An interesting response from LBRY to the SEC's lawsuit. LBRY tokens might be securities, but it's been almost 4 years since the DAO report and there is still no viable compliance path for launching a cryptonative token--truly unjust and unfair.
The context from the LBRY team shows that at least some SEC staff see LBRY tokens as being securities and essentially all transactions in LBRY tokens as being securities transactions. The SEC's filed complaint is more narrow and focuses on capital-raising LBRY sales by LBRY Inc.
The SEC is not helping the crypto industry figure out a way to comply with the securities laws. Recent SEC settlements have required the team to abandon the project & essentially make the token worthless. It seems LBRY was offered a similar settlement, but declined.
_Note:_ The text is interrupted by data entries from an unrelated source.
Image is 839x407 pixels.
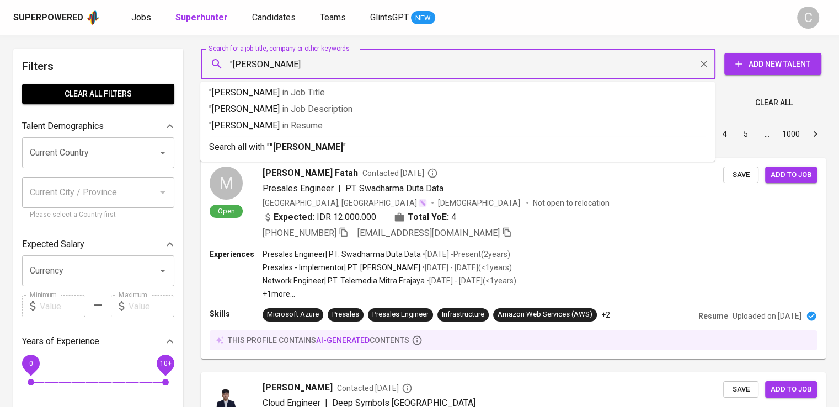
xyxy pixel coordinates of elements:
a: GlintsGPT NEW [370,11,435,25]
p: +2 [601,310,610,321]
p: Years of Experience [22,335,99,348]
span: Candidates [252,12,296,23]
button: Save [723,381,759,398]
p: Experiences [210,249,263,260]
span: Save [729,384,753,396]
div: Years of Experience [22,331,174,353]
span: Clear All [755,96,793,110]
button: Clear All [751,93,797,113]
span: Teams [320,12,346,23]
div: Expected Salary [22,233,174,255]
span: Contacted [DATE] [363,168,438,179]
div: IDR 12.000.000 [263,211,376,224]
p: Uploaded on [DATE] [733,311,802,322]
p: Not open to relocation [533,198,610,209]
a: MOpen[PERSON_NAME] FatahContacted [DATE]Presales Engineer|PT. Swadharma Duta Data[GEOGRAPHIC_DATA... [201,158,826,359]
span: [PHONE_NUMBER] [263,228,337,238]
p: Network Engineer | PT. Telemedia Mitra Erajaya [263,275,425,286]
button: Open [155,145,171,161]
button: Clear All filters [22,84,174,104]
button: Add to job [765,381,817,398]
b: Superhunter [175,12,228,23]
span: Clear All filters [31,87,166,101]
button: Save [723,167,759,184]
span: [DEMOGRAPHIC_DATA] [438,198,522,209]
a: Superhunter [175,11,230,25]
span: AI-generated [316,336,370,345]
p: "[PERSON_NAME] [209,103,706,116]
span: Open [214,206,239,216]
nav: pagination navigation [631,125,826,143]
p: "[PERSON_NAME] [209,86,706,99]
span: 10+ [159,360,171,368]
img: app logo [86,9,100,26]
button: Add New Talent [725,53,822,75]
span: 0 [29,360,33,368]
button: Go to page 1000 [779,125,803,143]
div: Talent Demographics [22,115,174,137]
div: [GEOGRAPHIC_DATA], [GEOGRAPHIC_DATA] [263,198,427,209]
a: Jobs [131,11,153,25]
button: Open [155,263,171,279]
img: magic_wand.svg [418,199,427,207]
p: • [DATE] - Present ( 2 years ) [421,249,510,260]
div: C [797,7,819,29]
p: +1 more ... [263,289,517,300]
span: 4 [451,211,456,224]
p: Presales Engineer | PT. Swadharma Duta Data [263,249,421,260]
span: in Job Description [282,104,353,114]
p: Expected Salary [22,238,84,251]
div: Presales Engineer [372,310,429,320]
p: "[PERSON_NAME] [209,119,706,132]
input: Value [129,295,174,317]
span: [EMAIL_ADDRESS][DOMAIN_NAME] [358,228,500,238]
p: Presales - Implementor | PT. [PERSON_NAME] [263,262,420,273]
span: in Job Title [282,87,325,98]
div: Presales [332,310,359,320]
div: Microsoft Azure [267,310,319,320]
svg: By Batam recruiter [427,168,438,179]
span: GlintsGPT [370,12,409,23]
div: Superpowered [13,12,83,24]
b: Expected: [274,211,315,224]
span: | [338,182,341,195]
div: M [210,167,243,200]
a: Candidates [252,11,298,25]
span: Jobs [131,12,151,23]
svg: By Batam recruiter [402,383,413,394]
div: Amazon Web Services (AWS) [498,310,593,320]
b: "[PERSON_NAME] [270,142,343,152]
button: Go to page 4 [716,125,734,143]
button: Go to next page [807,125,824,143]
span: NEW [411,13,435,24]
h6: Filters [22,57,174,75]
button: Go to page 5 [737,125,755,143]
p: Talent Demographics [22,120,104,133]
div: … [758,129,776,140]
button: Add to job [765,167,817,184]
span: [PERSON_NAME] [263,381,333,395]
span: Contacted [DATE] [337,383,413,394]
span: Add New Talent [733,57,813,71]
p: Resume [699,311,728,322]
span: Save [729,169,753,182]
p: Skills [210,308,263,320]
span: Add to job [771,169,812,182]
button: Clear [696,56,712,72]
p: • [DATE] - [DATE] ( <1 years ) [420,262,512,273]
input: Value [40,295,86,317]
a: Superpoweredapp logo [13,9,100,26]
div: Infrastructure [442,310,485,320]
p: • [DATE] - [DATE] ( <1 years ) [425,275,517,286]
b: Total YoE: [408,211,449,224]
span: Presales Engineer [263,183,334,194]
span: Add to job [771,384,812,396]
p: Please select a Country first [30,210,167,221]
span: in Resume [282,120,323,131]
a: Teams [320,11,348,25]
p: Search all with " " [209,141,706,154]
span: PT. Swadharma Duta Data [345,183,444,194]
p: this profile contains contents [228,335,409,346]
span: [PERSON_NAME] Fatah [263,167,358,180]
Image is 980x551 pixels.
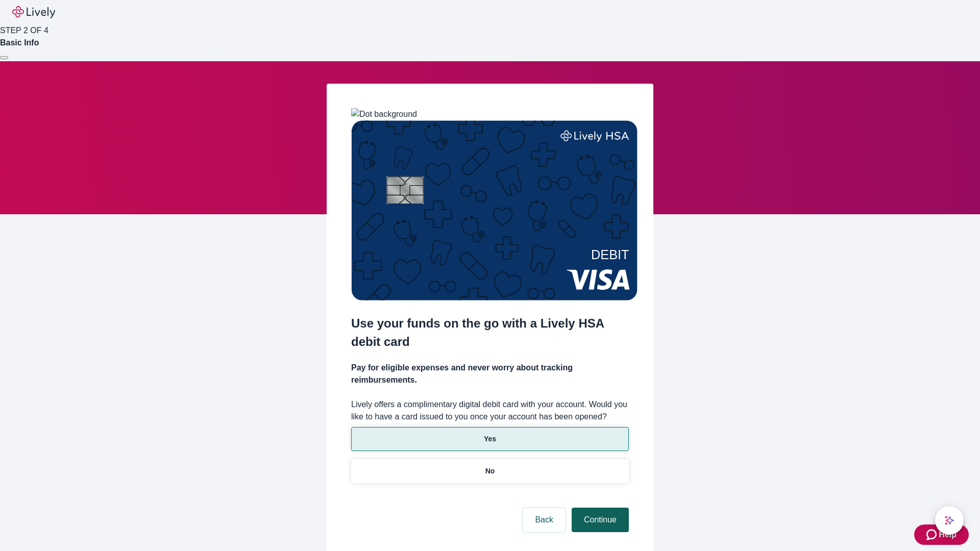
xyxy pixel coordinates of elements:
h2: Use your funds on the go with a Lively HSA debit card [351,314,630,351]
button: Back [523,508,566,532]
p: Yes [484,434,496,444]
button: Zendesk support iconHelp [914,525,969,545]
img: Dot background [351,109,417,120]
button: Continue [572,508,630,532]
h4: Pay for eligible expenses and never worry about tracking reimbursements. [351,362,630,387]
button: Yes [351,428,630,451]
label: Lively offers a complimentary digital debit card with your account. Would you like to have a card... [351,398,630,423]
button: No [351,459,630,483]
p: No [486,466,495,477]
img: Lively [13,6,55,19]
button: chat [935,506,964,535]
svg: Zendesk support icon [927,528,939,541]
img: Debit card [351,120,637,300]
svg: Lively AI Assistant [945,516,955,526]
span: Help [939,528,957,541]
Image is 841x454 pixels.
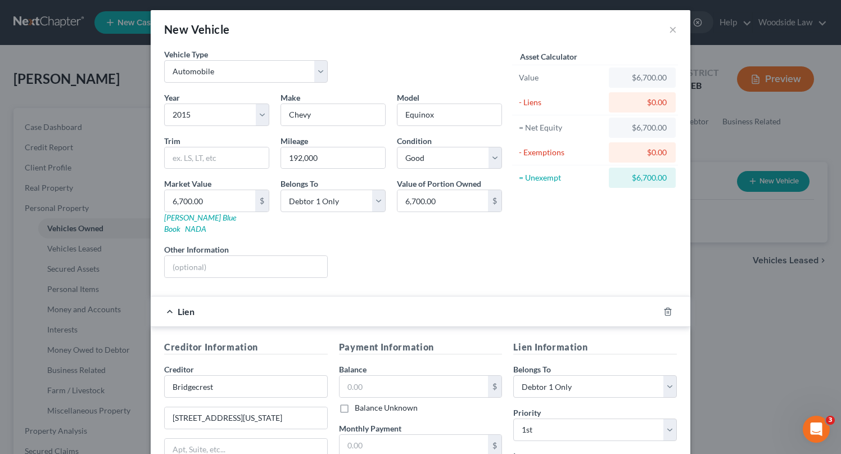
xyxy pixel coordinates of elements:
[255,190,269,211] div: $
[488,376,502,397] div: $
[513,364,551,374] span: Belongs To
[185,224,206,233] a: NADA
[164,135,181,147] label: Trim
[397,92,419,103] label: Model
[803,416,830,443] iframe: Intercom live chat
[164,375,328,398] input: Search creditor by name...
[519,172,604,183] div: = Unexempt
[826,416,835,425] span: 3
[165,256,327,277] input: (optional)
[618,122,667,133] div: $6,700.00
[513,340,677,354] h5: Lien Information
[164,48,208,60] label: Vehicle Type
[398,190,488,211] input: 0.00
[519,122,604,133] div: = Net Equity
[164,213,236,233] a: [PERSON_NAME] Blue Book
[488,190,502,211] div: $
[669,22,677,36] button: ×
[165,407,327,428] input: Enter address...
[178,306,195,317] span: Lien
[165,147,269,169] input: ex. LS, LT, etc
[339,340,503,354] h5: Payment Information
[281,147,385,169] input: --
[398,104,502,125] input: ex. Altima
[164,340,328,354] h5: Creditor Information
[339,363,367,375] label: Balance
[519,72,604,83] div: Value
[520,51,577,62] label: Asset Calculator
[339,422,401,434] label: Monthly Payment
[397,178,481,189] label: Value of Portion Owned
[164,364,194,374] span: Creditor
[281,179,318,188] span: Belongs To
[164,243,229,255] label: Other Information
[618,172,667,183] div: $6,700.00
[519,97,604,108] div: - Liens
[519,147,604,158] div: - Exemptions
[281,93,300,102] span: Make
[164,178,211,189] label: Market Value
[618,72,667,83] div: $6,700.00
[513,408,541,417] span: Priority
[281,104,385,125] input: ex. Nissan
[164,21,229,37] div: New Vehicle
[618,147,667,158] div: $0.00
[618,97,667,108] div: $0.00
[355,402,418,413] label: Balance Unknown
[165,190,255,211] input: 0.00
[281,135,308,147] label: Mileage
[340,376,489,397] input: 0.00
[397,135,432,147] label: Condition
[164,92,180,103] label: Year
The hard legal problems with DAOs are not entity formation. They are:
*getting states to grant limited liability to anon members of stateless unincorporated DAOs
*establishing norms of contractual code deference
*taxation
*carving DAO shares out of securities laws
In order to be doing good legal innovation in the blockchain area, you have to honor its roots & purposes, which are fundamentally libertarian and anarchist.
Lawyers should not be coopting & repurposing anarchist concepts to preserve the lawyers' relevancy.
As for DAO/entity mashups, the best shot at getting states to recognize & enforce them lies not in badly drafted prescriptivist technophilic legislation but in experimenting with private contracts in jurisdictions with high respect for freedom of contract.